CMAS - L01 - Introduction and History of Child Maltreatment Flashcards
Child Maltreatment
a young person especially between infancy and puberty
a person not yet of the age of majority
a son or daughter of human parents
an unborn or recently unborn person
Maltreatment
to treat cruelly or roughly: abuse
Abuse (noun)
As a noun:
a corrupt practice or custom
improper or excessive use of treatment
language that condemns or vilifies usually unjustly, intemperately, and angrily
physical maltreatment
Abuse (verb)
As a verb:
to put to a wrong or improper use
to use excessively
to use or treat so as to injure or damage
to attack with words
Changing view on children
While there was recognition of a child’s vulnerability and need for protection is noted between the 6th and 14th century the perception of a shift occurs during the Reformation
When was Reformation
16th century
During the 16th century, children were subjected to beatings or corporal punishment within their educational system by their schoolmaster, a method of discipline still utilized in some schools across the United States
17th Century - John Locke
Philosopher John Locke saw children as empty vessels or “blank slates.” To Locke, children were seen as nothing at all, whose character had to be shaped through purposeful and diligent instruction by the child’s parents. Locke subscribed to the belief that a child’s character could be shaped through rewarding good behavior, a theoretical view that is further explored and defined in the mid-twentieth century
18th Century
In the 18th century, Jean-Jacques Rousseau contradicted Locke’s theory. Rousseau believed children were born as “noble savages” who were naturally bequeathed a moral compass of right and wrong. Further, Rousseau identified children as having their own unique way of feeling and thinking and that if not careful, parents could be harmful rather than helpful to their child’s development.
The understanding of child development and the role of parents and society in that child’s development continue to take shape into the 19th and 20th centuries.
Likewise, as society’s understanding of how children develop and the rights of children become realized, a progressing call to meet the needs of children who are abandoned or abused takes shape.

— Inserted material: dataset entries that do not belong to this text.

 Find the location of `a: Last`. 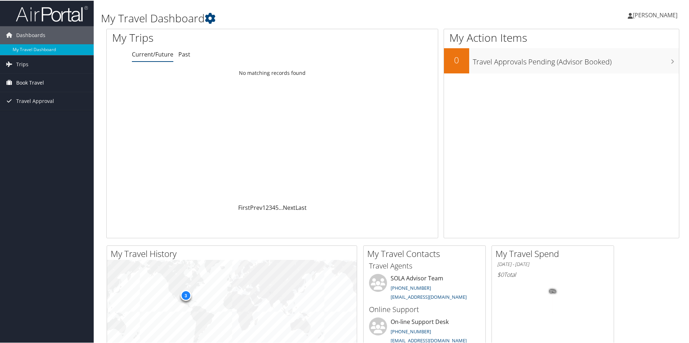

a: Last is located at coordinates (301, 207).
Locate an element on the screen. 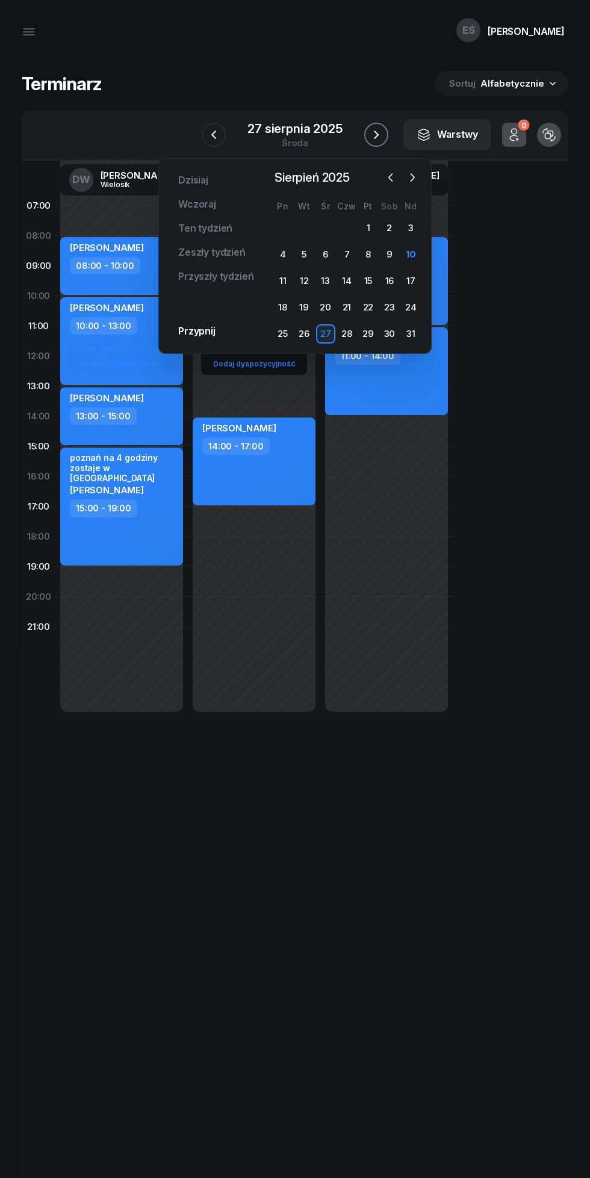 The image size is (590, 1178). div: 15:00 - 19:00 is located at coordinates (103, 508).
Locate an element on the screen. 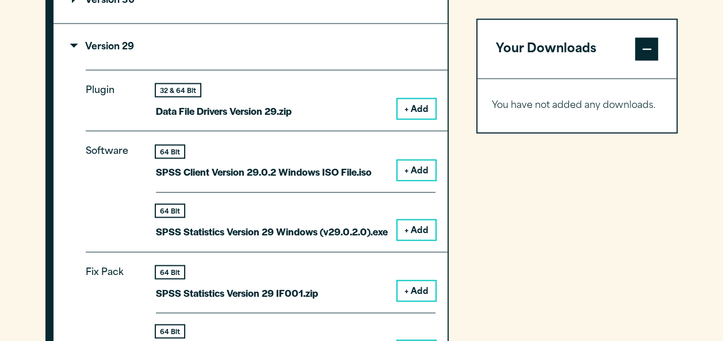 The width and height of the screenshot is (723, 341). button: Your Downloads is located at coordinates (577, 49).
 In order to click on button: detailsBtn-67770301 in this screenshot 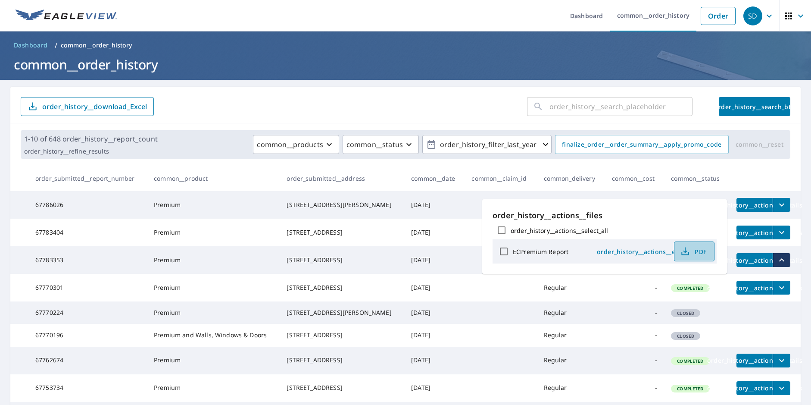, I will do `click(755, 287)`.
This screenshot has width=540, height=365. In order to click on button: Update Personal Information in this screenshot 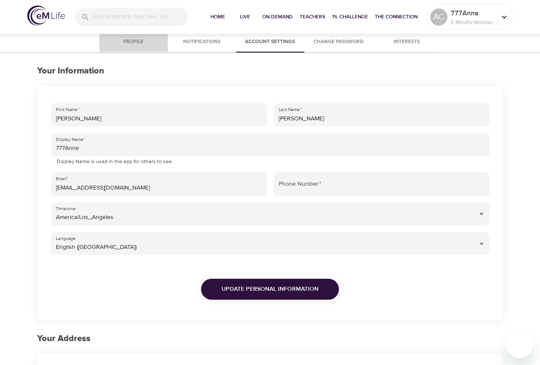, I will do `click(270, 289)`.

New York Children’s Aid Society (1853)
30,000 children living on city streets begging, stealing, and scavenging for food in the garbage.
Charles Loring Brace founded the New York Children’s Aid Society following his shock to learn that children he saw on the street were being treated as criminals and being incarcerated in juvenile and adult prisons.
The New York Children’s Aid Society established a number of programs, in an effort to encourage children to obtain an education and/or a job. The Aid Society also provided children with clean clothes, shelter, food, and a number of other services for children.
Who created the Orphan Train Program & Goal
Charles Loring Brace
goal was to remove children from orphanages and almshouses and place them within families outside of New York City. Brace had a philosophical belief that “life in an institution did not prepare children for life outside
Orphan Train Program locations
NY, PA, and eventually the midwest.
What laid the foundation for foster care program
The Orphan Train
What stoped the Orphan Train and when
The Orphan Train came to a halt in the 1920s due to a number of reasons; however, most notably was legislation being passed to prevent the interstate placement of children.
Mary Ellen Wilson Case (1874)
Ms. Etta Wheeler, a local missionary responding to concerns from a neighbor.
Ms. Wheeler sought the help and advice of Henry Bergh. Mr. Bergh was the founder of the American Society of the Prevention of Cruelty to Animals.
The New York Society for the Prevention of Cruelty to Children (NYSPCC) - 1875
The New York Society for the Prevention of Cruelty to Children (NYSPCC) was developed following the Mary Ellen Wilson case and became the first child protection agency in the world. The founders of the NYSPCC founders laid the framework and basic principles of the child abuse laws in the United States.